Trabocca’s Tesfaye: a decade in the coffee farming industry
This week marks the launch of Trace and the partnership between Trabocca and Fairfood. That means that you can now see for yourself who the farmers behind your Trabocca coffee are, and how they are doing. We share the story of Tesfaye Sorsa, one of the farmers behind Trabocca’s coffee farming industry.
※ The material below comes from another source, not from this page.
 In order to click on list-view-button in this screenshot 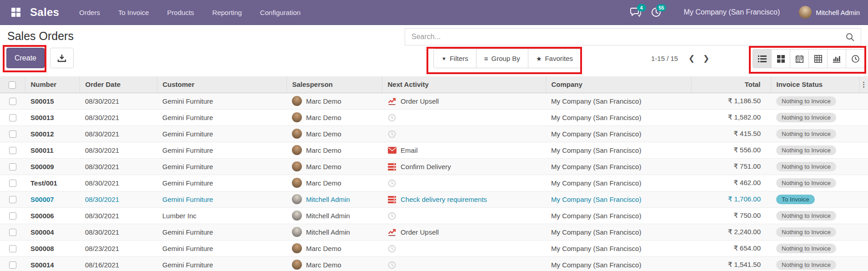, I will do `click(762, 59)`.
Coffee farmers are the future of the coffee industry; they are the backbone of the supply chain as they delicately grow the coffee beans, which require their unrequited attention all-year round. Yet, coffee prices are low and fluctuating, and these farmers are the ones to pay the price. Since coffee farming is their livelihood, unfair pricing can severely interfere with the farmers’ way of living – fair pricing guarantees that coffee farmers can earn a living income to sustain their families and keep innovating in order to prevent losses caused by unforeseen external factors, like the COVID-19 pandemic. With all the technology that surrounds us, we can use ‘transparency’ as a shield to defend the interests of the people behind our coffee.
Trace, the new traceability platform developed by Fairfood, does just this. It offers both transparency and traceability; the platform gives consumers, food companies and farmers the ability to witness the journey of their product and reconnects our lost relationship with the people behind our food. Tesfaye Sorsa, a farmer from Shakisso, is one of these people behind our food – more specifically: behind our coffee.
The beginning
Tesfaye Sorsa, a 42-year-old farmer who grew up in Shakisso wears many hats: besides being a farmer, Sorsa is a pastor, a community leader and above all a family man. With two decades of experience in the farming industry, Sorsa earns his livelihood from his farming activities.
Starting off as a teff and corn farmer, Sorsa quickly saw the opportunity to earn more money by growing coffee beans. “Growing teff and corn was a lot of work for very low profit,” he says. It was then that the farmer decided to move from an urban area to a rural area – when other people were doing practically the opposite – to start farming coffee. When he first started farming, coffee was relatively unknown in the Guji region and very few farmers grew it. Seeing the potential for coffee in the area, the government began providing free coffee seedlings, but few farmers accepted the seedlings. Tesfaye was one of the few that took 80 coffee seedlings and planted them.
Soon, Sorsa realised that coffee was indeed more lucrative. So, he chose for coffee: “Then we got into coffee wholeheartedly. We expanded our fields and grew more.” Since then, Sorsa has been in the coffee farming industry for ten years – a decade. Currently, the farmer has 25 hectares of land, growing 60 thousand coffee trees. Last year his harvest gave him 40 thousand kilograms in red cherries.
When asked to describe his coffee, Sorsa laughs and says: “Can one say anything bad about one’s own child?” Oftentimes, the farmer finds utter happiness by working on his coffee beans “I spend all my time with the coffee, come rain, sun or frost. If you don’t tend to coffee like that, you won’t do well.” In the future, the coffee farmer plans to expand his business and provide natural sundried coffee as well. At the moment, Sorsa has enough land, however, financial constraints are withholding his activities.
Changes
Despite the financial constraints that Sorsa is facing, he acknowledges that prosperity and wealth are slowly making their way to Guji – the province where he has lived for 42 years. “Most of the change is good. Before, there was no school. People couldn’t write. If anything needed to be written, people would search us out – those of us who were studying and could write. Now, everyone can write his own name and has studied, even if it is just a little.”
Especially logistics is extremely important for Sorsa, as he has to transport his coffee beans in order to sell them. The farmer remembers a time when “there was no road leading to Suge. People would travel by foot, using mules and donkeys to carry heavy items. Now, while there is a road, it is a rocky and difficult one. It is hard to get coffee out of the farms and to the washing stations.”
Looking at Tesfaye’s story, the usefulness of transparency tools, like Trace, are two-fold: it can give us consumers clarity about the sustainability of our food, but it can also give us a face as to who are the people who produce our food. In turn, demanding the integration of such transparency tools in food businesses as the responsible consumers that we are, will not only benefit us but also farmers, like Sorsa, who make a living of off producing our consumption products.
You can now see the story behind your Trabocca coffee for yourself!